Three chapters on theory end the cooperative part of this volume. The first is on bargaining problems, which were studied from the noncooperative viewpoint in Chapter 7 (Volume 1). Chapter 35 presents the axiomatic approach to these problems: solutions are sought that satisfy certain desirable properties. The axiomatic method studies various solution concepts from the viewpoint of their properties rather than their definitions, and helps us to compare them. Those that appear again and again in different setups, like the classic 1951 bargaining solution of Nash, gain credibility.
In bargaining problems, only the individual players and the "grand coalition" -- that of all players -- matter. In general cooperative games, also the intermediate coalitions play a role. Such "coalitional games" are presented and classified in Chapter 36. An important question arising in this connection is which coalitions actually form. Chapter 37 surveys some of the approaches to this problem, which have both cooperative and noncooperative aspects.
We have already said that game theory has significant ties to various disciplines, some of which may, at first glance, seem quite unrelated.

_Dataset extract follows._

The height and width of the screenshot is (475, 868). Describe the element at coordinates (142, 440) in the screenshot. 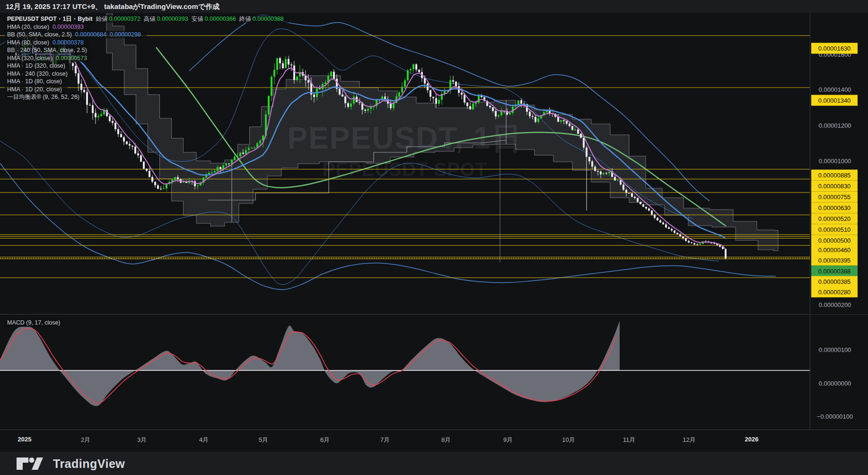

I see `date-tick: 3月` at that location.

In the case of computer science, the influence goes in both directions. For example, to model bounded rationality, game theory has borrowed from the theory of finite automata, Turing machines, and so on (some discussion of this is included in Chapter 4 of Volume 1). Chapter 38 surveys the other direction -- game theoretic ideas in computer science. Two examples are the application of iterated knowledge in the study of distributed systems, and the use of power indices -- from cooperative game theory -- to estimate the vulnerability of a system to "crashes" because of possible failures by relatively small sets of parts.
The last two chapters in this volume pertain to the foundations of game theory. Chapter 39 deals with how the players evaluate the possible outcomes; the subjective measurement of utilities and probabilities is at the basis of decision theory, both interactive and one-person. Finally, information drastically affects the way in which games are played. A coherent model of knowledge, knowledge about others' knowledge, and so on, has become essential equipment in game theory. The theory of these levels of knowledge, culminating in "common knowledge," is the subject of Chapter 40.